What makes this particularly tricky is that we're not talking about a binary split in the audience between adults and kids. That rather misleading over-simplification has done the rounds over the past week, as a small but vocal group of adult fans have taken issue with a number of perceived issues with the new games, from complaints about graphical fidelity to annoyance at the decision to prune back the increasingly long list of creatures which has grown with each game in the series to date. These supposed flaws and others are occasionally blamed upon, or explained away by, the primary focus of the series being children -- with Nintendo and developer Game Freak thus deprioritising things that the adult audience finds important.

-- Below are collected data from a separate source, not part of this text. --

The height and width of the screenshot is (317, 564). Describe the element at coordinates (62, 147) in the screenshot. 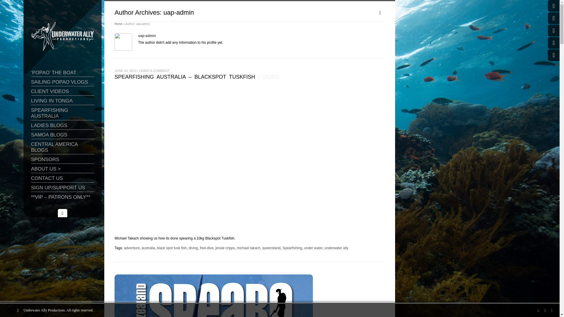

I see `CENTRAL AMERICA BLOGS` at that location.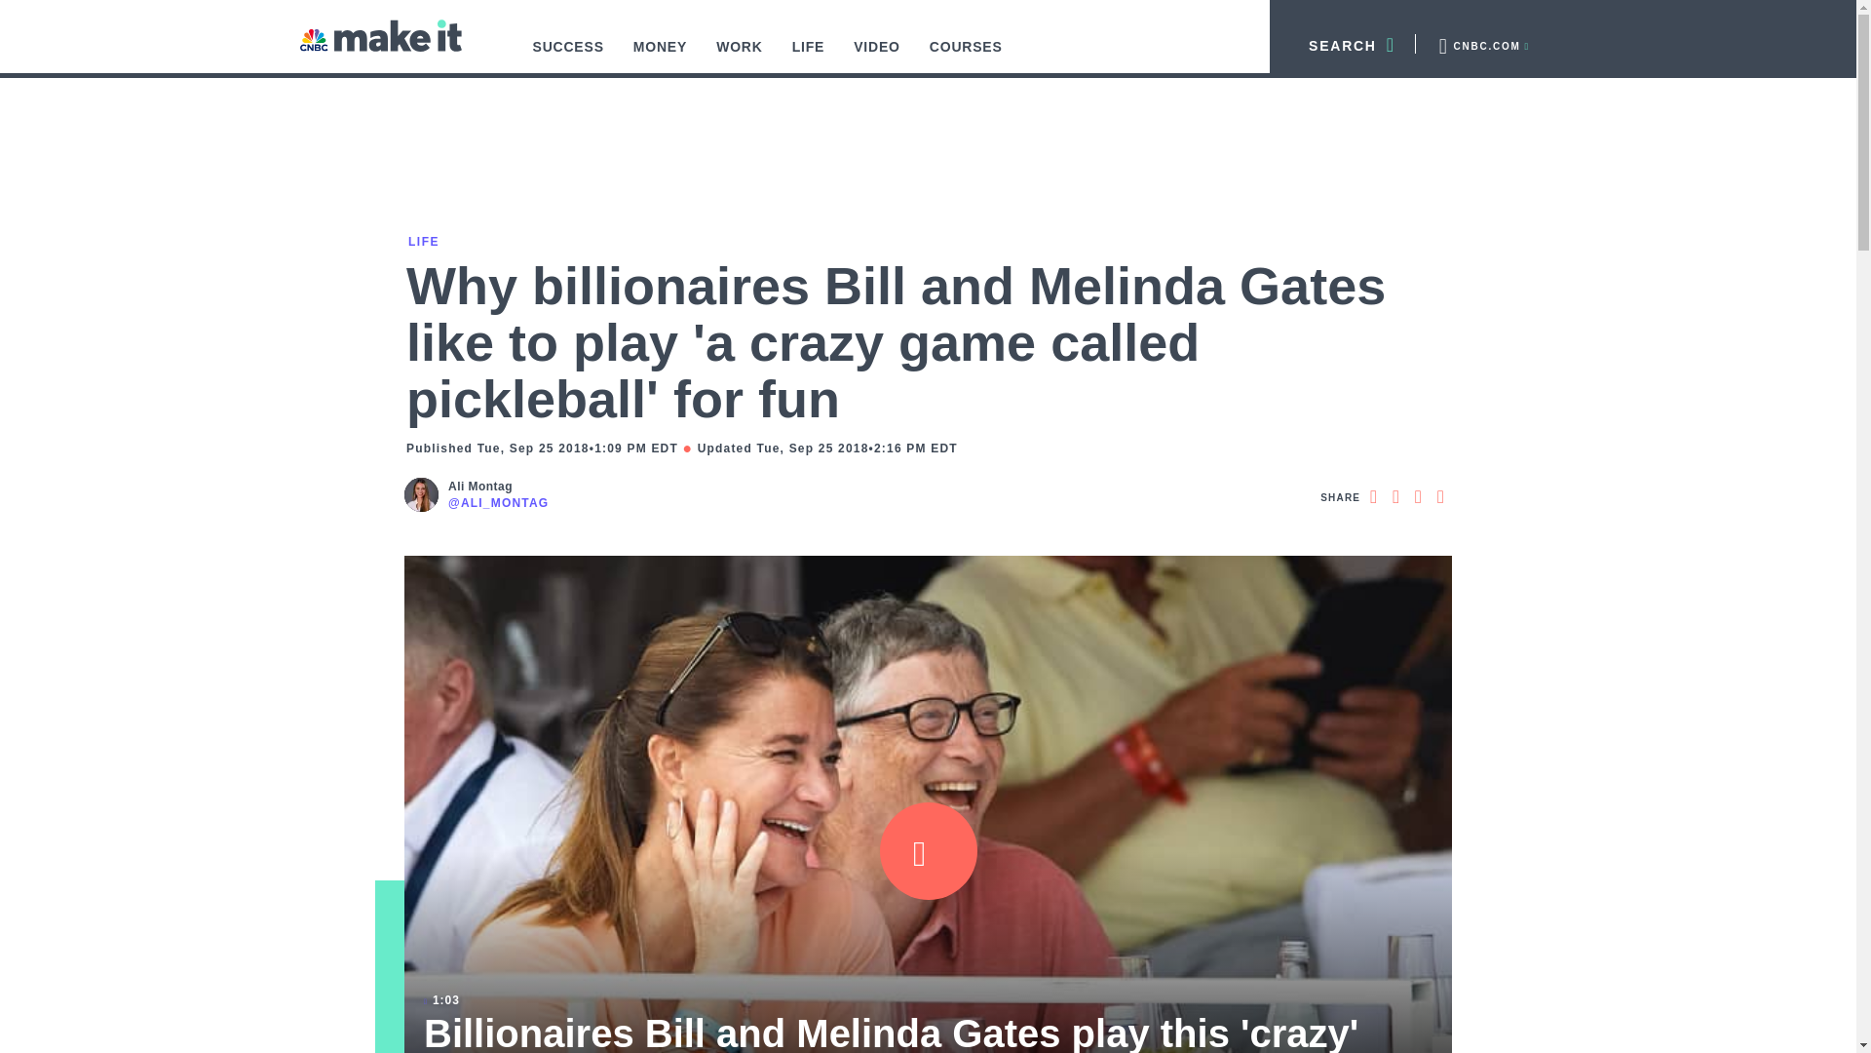  Describe the element at coordinates (423, 241) in the screenshot. I see `LIFE` at that location.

That's not entirely the case, though, because the reality is that the "adult audience" for a game like this is not one monolithic group. The real complexity, and challenge, lies in the fact that there are many different and diverse audiences encompassed in that simplistic term, because all those people who have played Pokémon games since the '90s have grown up and gone in quite different directions in terms of their tastes, preferences and gaming habits.
Some of them, perhaps even most, are fairly casually engaged with games overall, don't play many console games and will buy a new Pokémon title for a nostalgia hit - or perhaps even to introduce their own kids to the franchise. Some are just core fans of the franchise who buy each installment and make it a key part of their gaming identity; and others still have migrated into 'core' gaming (with all that entails) while still wanting to engage with Pokémon for nostalgia, or to revisit the formative role it played in their interests. There's a wide and varied spectrum between all of those points, with many players falling in every imaginable position along it.